50 Facts Everyone Should Know About Crime and Punishment in Britain

50 facts everyone should know about crime and punishment in Britain_FC

Did you know that, contrary to public belief, in the UK a life sentence does last for life? And that capital punishment in the UK was abolished for murder in 1965 but the Death Penalty was a legally defined punishment as late as 1998?

50 Facts Everyone Should Know About Crime and Punishment in Britain, written by leading experts, presents 50 key facts related to crime and criminal justice policy in Britain.

The editors James Treadwell and Adam Lynes talk about the inception of the book and what inspired them to write it in this excerpt from the introduction:

“Upon embarking on this journey of compiling facts about crime-related matters from contemporary issues in prisons to crime and its victims, a quote from one of the earliest pioneers in academic populism, Carl Sagan came to mind:

We wish to find the truth, no matter where it lies. But to find the truth we need imagination and skepticism both. We will not be afraid to speculate, but we will be careful to distinguish speculation from fact. (Carl Sagan (1980) Cosmos: a Personal Voyage, Episode 1).

Clearly, Sagan was framing this eloquent statement around the scientific pursuit for knowledge about the Universe and our place within it, and not about crime per se. This book is indeed focused on the topic of crime and criminal justice, yet Sagan’s words provide an important reminder that this assortment of ‘facts’ consists of countless voices – each trying to influence and shape how we perceive crime, criminals and its victims, while attempting not to drown and be silenced by all the others.

‘Facts’ can be myth busting or truth revealing.
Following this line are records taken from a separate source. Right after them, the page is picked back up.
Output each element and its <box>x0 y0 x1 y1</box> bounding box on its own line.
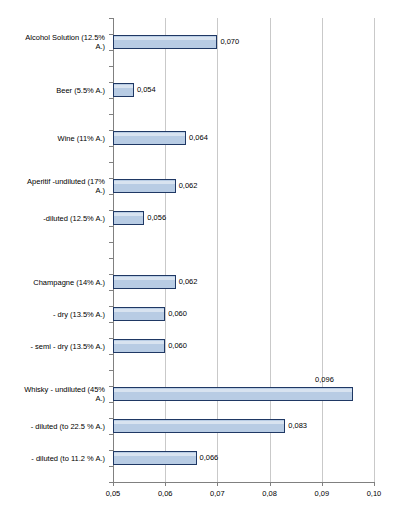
bar[interactable] <box>113 339 165 352</box>
category-label-line: A.) <box>0 42 105 51</box>
y-axis-category-label: -diluted (12.5% A.) <box>0 214 108 223</box>
category-label-line: A.) <box>0 186 105 195</box>
category-label-line: Alcohol Solution (12.5% <box>0 33 105 42</box>
x-axis-tick-mark <box>322 482 323 486</box>
bar-value-label: 0,056 <box>147 213 166 222</box>
bar-highlight <box>114 85 133 88</box>
category-label-line: A.) <box>0 394 105 403</box>
category-label-line: Aperitif -undiluted (17% <box>0 177 105 186</box>
bar-value-label: 0,054 <box>137 85 156 94</box>
y-axis-category-label: Whisky - undiluted (45%A.) <box>0 385 108 403</box>
bar[interactable] <box>113 211 144 224</box>
x-axis-tick-mark <box>217 482 218 486</box>
bar[interactable] <box>113 419 285 432</box>
bar-value-label: 0,062 <box>179 277 198 286</box>
bar-highlight <box>114 389 352 392</box>
x-axis-tick-label: 0,05 <box>93 489 133 498</box>
category-label-line: Wine (11% A.) <box>0 134 105 143</box>
x-axis-tick-mark <box>165 482 166 486</box>
x-axis-tick-label: 0,08 <box>250 489 290 498</box>
y-axis-category-label: Alcohol Solution (12.5%A.) <box>0 33 108 51</box>
bar-value-label: 0,083 <box>288 421 307 430</box>
bar-value-label: 0,060 <box>168 341 187 350</box>
gridline <box>270 18 271 482</box>
category-label-line: - diluted (to 11.2 % A.) <box>0 454 105 463</box>
category-label-line: Beer (5.5% A.) <box>0 86 105 95</box>
bar-value-label: 0,064 <box>189 133 208 142</box>
y-axis-category-label: - semi - dry (13.5% A.) <box>0 342 108 351</box>
bar-highlight <box>114 37 216 40</box>
bar-chart: 0,050,060,070,080,090,10 Alcohol Solutio… <box>0 0 399 522</box>
bar[interactable] <box>113 307 165 320</box>
x-axis-tick-label: 0,06 <box>145 489 185 498</box>
bar-value-label: 0,066 <box>200 453 219 462</box>
bar[interactable] <box>113 35 217 48</box>
bar-value-label: 0,062 <box>179 181 198 190</box>
x-axis-tick-mark <box>113 482 114 486</box>
x-axis-line <box>113 482 375 483</box>
x-axis-tick-mark <box>270 482 271 486</box>
bar[interactable] <box>113 451 197 464</box>
category-label-line: - dry (13.5% A.) <box>0 310 105 319</box>
category-label-line: Champagne (14% A.) <box>0 278 105 287</box>
gridline <box>217 18 218 482</box>
bar[interactable] <box>113 179 176 192</box>
x-axis-tick-mark <box>374 482 375 486</box>
category-label-line: Whisky - undiluted (45% <box>0 385 105 394</box>
category-label-line: - semi - dry (13.5% A.) <box>0 342 105 351</box>
y-axis-category-label: - diluted (to 22.5 % A.) <box>0 422 108 431</box>
gridline <box>374 18 375 482</box>
bar[interactable] <box>113 275 176 288</box>
bar-highlight <box>114 181 175 184</box>
bar-highlight <box>114 213 143 216</box>
y-axis-category-label: Champagne (14% A.) <box>0 278 108 287</box>
bar-highlight <box>114 309 164 312</box>
y-axis-category-label: Beer (5.5% A.) <box>0 86 108 95</box>
bar-value-label: 0,060 <box>168 309 187 318</box>
category-label-line: - diluted (to 22.5 % A.) <box>0 422 105 431</box>
bar-value-label: 0,070 <box>220 37 239 46</box>
bar-value-label: 0,096 <box>315 375 334 384</box>
bar[interactable] <box>113 387 353 400</box>
bar[interactable] <box>113 131 186 144</box>
category-label-line: -diluted (12.5% A.) <box>0 214 105 223</box>
y-axis-category-label: Wine (11% A.) <box>0 134 108 143</box>
gridline <box>322 18 323 482</box>
bar-highlight <box>114 341 164 344</box>
bar[interactable] <box>113 83 134 96</box>
bar-highlight <box>114 277 175 280</box>
y-axis-category-label: - diluted (to 11.2 % A.) <box>0 454 108 463</box>
bar-highlight <box>114 453 196 456</box>
x-axis-tick-label: 0,10 <box>354 489 394 498</box>
x-axis-tick-label: 0,09 <box>302 489 342 498</box>
gridline <box>165 18 166 482</box>
bar-highlight <box>114 133 185 136</box>
x-axis-tick-label: 0,07 <box>197 489 237 498</box>
y-axis-category-label: - dry (13.5% A.) <box>0 310 108 319</box>
y-axis-category-label: Aperitif -undiluted (17%A.) <box>0 177 108 195</box>
bar-highlight <box>114 421 284 424</box>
The term ‘fact’ can, of course, have different meanings in different contexts: a fact may sometimes have been presented as an absolute fact (a truth that is uncontested) or as a relative fact, and yet, what constitutes the parameters of truth or fact can be contested in all realms. The language of criminology and academia necessarily often deals in caveats, where estimates, approximates, averages and suggestions are cautiously preferred to grand and sweeping claims that might be proven falsehoods.

Crime is also an emotive subject, where values, morals, ethics, beliefs, views and opinions sit alongside fact. What constitutes a fact in criminology is rightly often contested. Hence we have used the term ‘facts’ here not to introduce the readers to absolute or uncontested topics, but rather to attempt to frame a broad discussion that involves 50 academics, some well established, some earlier in their careers, writing accessibly on issues on which they are knowledgeable.

The text is in many ways a provocation. It was conceived as an attempt to give readers an accessible introduction to the topics of crime and punishment in Britain today. What appears here are several discussions around crime and the criminal justice system, where the term ‘fact’ is broadly used to take accepted wisdom and then discuss that critically in a bid to get readers to think more deeply about issues. Yet how to structure this is, in and of itself, not unproblematic.

The Ministry of Justice is a ministerial department of the British government, and while historically people may have asserted that ‘British justice is the finest in the world’, the organisation of England and Wales, Scotland and Northern Ireland into separate legal systems already means that to talk of crime in Britain is problematic. That does not stop the term being used. For example, Former Lord Chancellor Charles Falconer lamented in February 2018 in the Guardian that ‘British justice is in flames. The MoJ’s fiddling is criminal’ (Falconer, 2018).

Yet perhaps our first fact ought to be that British justice is problematic.

We have attempted to be accurate, presenting material so as to be clear, but the spirit of this text is one that encourages critical engagement, and to encourage the reader not to simply accept at face value what is claimed as fact. In particular, the social sciences are often presented as dealing with facts, when in reality they are a framework for interpreting, systemising and predicting future outcomes based on empirical observations…

What we do know is that, in basing the contributions here on research and data, the 50 contributing authors present facts that will give the reader a better knowledge of the contemporary place of crime and control in Britain. It will better equip you reader with imagination and scepticism, and a basic knowledge that will aid you to appraise and critically evaluate the claims you hear being made about crime. We hope you enjoy it.”

 

50 facts everyone should know about crime and punishment in Britain_FC50 Facts Everyone Should Know about Crime and Punishment in Britain, edited by James Treadwell and Adam Lynes is available on the Bristol University Press website. Order here for £10.39.